This argument, made in greatest detail by a Scottish antiquarian, George Neilson (who claimed that Hugh was a Scottish knight, Hugh of Eglington), is nowadays disregarded, mainly because the poems attributed to Hugh seem to have been composed in widely varying dialects.
The surname of Massey, that of a prominent Cheshire family, is associated with St Erkenwald, a poem occasionally claimed to be another of the Pearl poet's works; the names of Thomas Massey and Elizabeth Booth (a member of the Booth family of Dunham Massey) are written in St Erkenwald's manuscript.
In 1956, Ormerod Greenwood, working on a translation of Gawain, made the suggestion that the author of Pearl and Gawain was one of the Masseys of Sale. He suggested Hugh Massey, based on a number of puns he found incorporated in Pearl (in addition to the "Hugo de" inscription in Cotton MS Nero A X)[13] Given the obvious link through the name "Hugh", Hugh Massey has been conflated with Huchoun by some academics.
A later suggestion is John Massey of Cotton, Cheshire; this was first put forward by Nolan and Farley-Hills in 1971.[14] John Massey's authorship is further supported, according to Nolan, by one of Thomas Hoccleve's poems, in which Hoccleve mentions "my maister Massy", indicating him to be a fearsome critic of poetic metre. The attribution to John Massey is not, however, widely supported by modern critics of the poem[clarification needed].[15]

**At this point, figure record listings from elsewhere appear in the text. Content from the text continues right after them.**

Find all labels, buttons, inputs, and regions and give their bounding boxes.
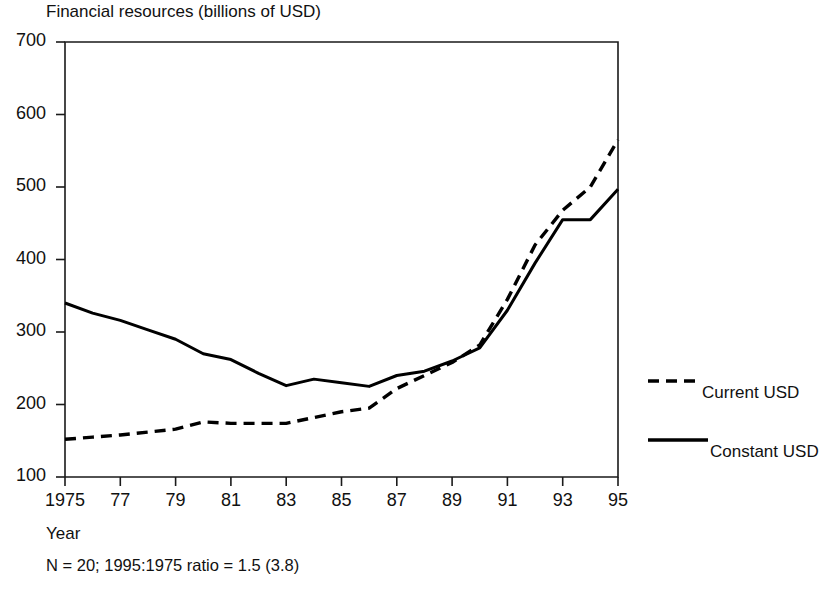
chart-footnote: N = 20; 1995:1975 ratio = 1.5 (3.8) bbox=[46, 556, 299, 575]
y-axis-tick-label: 700 bbox=[0, 30, 46, 51]
x-axis-tick-label: 95 bbox=[583, 490, 653, 511]
y-axis-tick-label: 500 bbox=[0, 175, 46, 196]
y-axis-tick-label: 100 bbox=[0, 465, 46, 486]
x-axis-title: Year bbox=[46, 524, 80, 544]
y-axis-tick-label: 600 bbox=[0, 103, 46, 124]
y-axis-tick-label: 200 bbox=[0, 393, 46, 414]
legend-label-current-usd: Current USD bbox=[702, 383, 799, 403]
legend-label-constant-usd: Constant USD bbox=[710, 442, 819, 462]
y-axis-tick-label: 300 bbox=[0, 320, 46, 341]
series-line-constant-usd bbox=[65, 189, 618, 386]
series-line-current-usd bbox=[65, 140, 618, 439]
y-axis-tick-label: 400 bbox=[0, 248, 46, 269]
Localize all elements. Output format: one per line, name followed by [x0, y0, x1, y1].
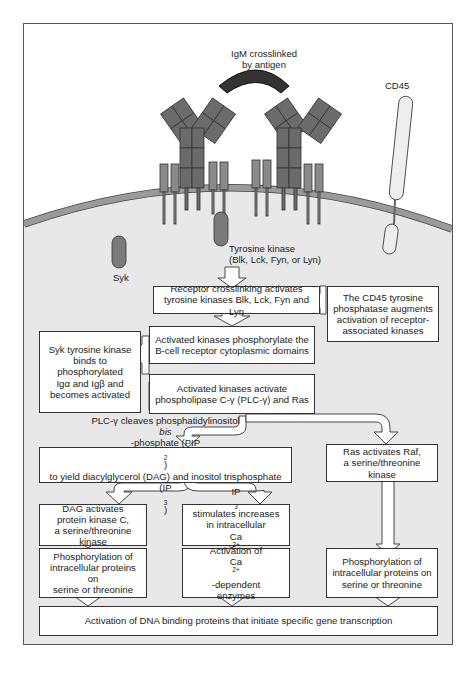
tyrosine-kinase-label: Tyrosine kinase (Blk, Lck, Fyn, or Lyn): [229, 243, 321, 265]
box-phospho-right: Phosphorylation ofintracellular proteins…: [326, 548, 438, 598]
box-phosphorylate-domains: Activated kinases phosphorylate theB-cel…: [149, 326, 315, 364]
box-dag-pkc: DAG activatesprotein kinase C,a serine/t…: [39, 504, 147, 546]
box-phospho-left: Phosphorylation ofintracellular proteins…: [39, 548, 147, 598]
tyrosine-kinase: [214, 212, 228, 246]
igm-label: IgM crosslinked by antigen: [214, 48, 314, 70]
box-ip3-calcium: IP3 stimulates increases in intracellula…: [182, 504, 290, 546]
antigen: [219, 70, 289, 93]
box-dna-binding: Activation of DNA binding proteins that …: [39, 606, 438, 636]
box-receptor-crosslinking: Receptor crosslinking activatestyrosine …: [153, 286, 320, 314]
cd45-label: CD45: [385, 80, 409, 91]
box-cd45-phosphatase: The CD45 tyrosinephosphatase augmentsact…: [327, 286, 439, 342]
box-ras-raf: Ras activates Raf,a serine/threonine kin…: [326, 444, 438, 482]
box-ca-enzymes: Activation of Ca2+-dependent enzymes: [182, 548, 290, 598]
syk-label: Syk: [113, 272, 129, 283]
box-plc-cleaves: PLC-γ cleaves phosphatidylinositol bis-p…: [39, 447, 292, 483]
box-activate-plc: Activated kinases activatephospholipase …: [149, 374, 315, 414]
diagram-frame: IgM crosslinked by antigen CD45 Syk Tyro…: [23, 23, 453, 645]
box-syk-binds: Syk tyrosine kinasebinds to phosphorylat…: [39, 331, 141, 413]
syk-kinase: [112, 236, 126, 268]
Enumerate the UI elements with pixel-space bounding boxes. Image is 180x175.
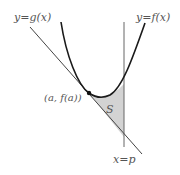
- tangent-point-dot: [87, 91, 91, 95]
- label-tangent-point: (a, f(a)): [44, 93, 82, 103]
- label-vertical-line: x=p: [113, 154, 135, 165]
- label-g-curve: y=g(x): [14, 12, 51, 23]
- curve-f: [61, 22, 145, 97]
- label-region-s: S: [106, 104, 114, 115]
- diagram-svg: [0, 0, 180, 175]
- diagram-canvas: y=g(x) y=f(x) (a, f(a)) S x=p: [0, 0, 180, 175]
- label-f-curve: y=f(x): [136, 12, 170, 23]
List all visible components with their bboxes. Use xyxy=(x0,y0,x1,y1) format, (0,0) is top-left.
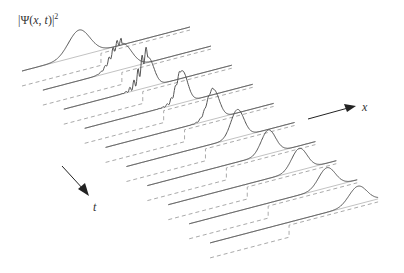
potential-step-line xyxy=(210,202,378,258)
trace-baseline xyxy=(106,103,274,147)
x-arrow-head-icon xyxy=(344,104,356,112)
t-arrow-line xyxy=(62,166,84,190)
wavefunction-trace xyxy=(106,88,274,147)
trace-baseline xyxy=(127,123,295,167)
wavefunction-trace xyxy=(189,168,357,224)
trace-baseline xyxy=(168,161,336,205)
trace-baseline xyxy=(147,142,315,186)
wavefunction-trace xyxy=(210,186,378,243)
wavefunction-trace xyxy=(127,109,295,166)
wavefunction-trace xyxy=(147,130,315,186)
waterfall-plot xyxy=(0,0,404,273)
wavefunction-trace xyxy=(85,71,253,129)
trace-baseline xyxy=(22,27,190,71)
x-arrow-line xyxy=(308,108,348,119)
x-axis-label: x xyxy=(362,100,367,115)
trace-baseline xyxy=(43,46,211,90)
trace-baseline xyxy=(189,180,357,224)
wavefunction-trace xyxy=(43,38,211,90)
t-axis-label: t xyxy=(93,200,96,215)
trace-baseline xyxy=(210,199,378,243)
trace-baseline xyxy=(85,84,253,128)
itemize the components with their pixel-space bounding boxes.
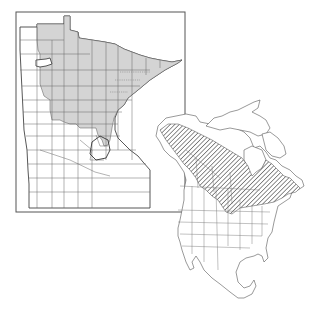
range-map-figure: Minnesota county map; counties with reco… [0, 0, 321, 310]
minnesota-inset [16, 12, 185, 212]
map-svg [0, 0, 321, 310]
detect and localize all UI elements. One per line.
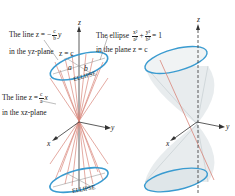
right-axis-z-label: z	[197, 16, 200, 24]
left-axis-y-label: y	[111, 124, 114, 132]
label-line-yz: The line z = −cby	[9, 29, 61, 41]
double-cone	[142, 41, 214, 196]
left-axis-z-label: z	[78, 19, 81, 27]
label-line-yz-plane: in the yz-plane	[9, 48, 54, 56]
right-axis-x-label: x	[166, 140, 169, 148]
left-axis-x-label: x	[47, 140, 50, 148]
label-ellipse-plane: in the plane z = c	[96, 46, 148, 54]
right-axis-y-label: y	[226, 123, 229, 131]
label-line-xz-plane: in the xz-plane	[2, 109, 47, 117]
label-plane-z-c: z = c	[59, 50, 74, 58]
label-line-xz: The line z =cax	[2, 92, 48, 104]
label-ellipse-equation: The ellipse x²a²+y²b²= 1	[96, 30, 162, 42]
semi-axis-a: a	[68, 64, 72, 72]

Andrew Breeze has suggested Sir John Stanley (c. 1350–1414) as a possible identity for the poet. He was a Knight of the Garter, and the presence at the end of Sir Gawain of the Garter motto, there rendered Honi soit qui mal pense is put forward in support. He was also familiar with hunting and armoury, as described in Gawain, and came from the appropriate part of England. This theory follows on from Gervase Mathews proposal of Stanley as the poet's patron.[16]
Bennett[who?] (1979) suggested that Sir Gawain was written by an ancestor of the north-western landowner Humphrey Newton, who appears to have been familiar with the poem in the 16th century.[17] Richard Newton, some of whose occasional verse in the late fourteenth century has survived, was suggested as a candidate, based on perceived stylistic similarities of his work to parts of Sir Gawain. The theory was not widely accepted.[17]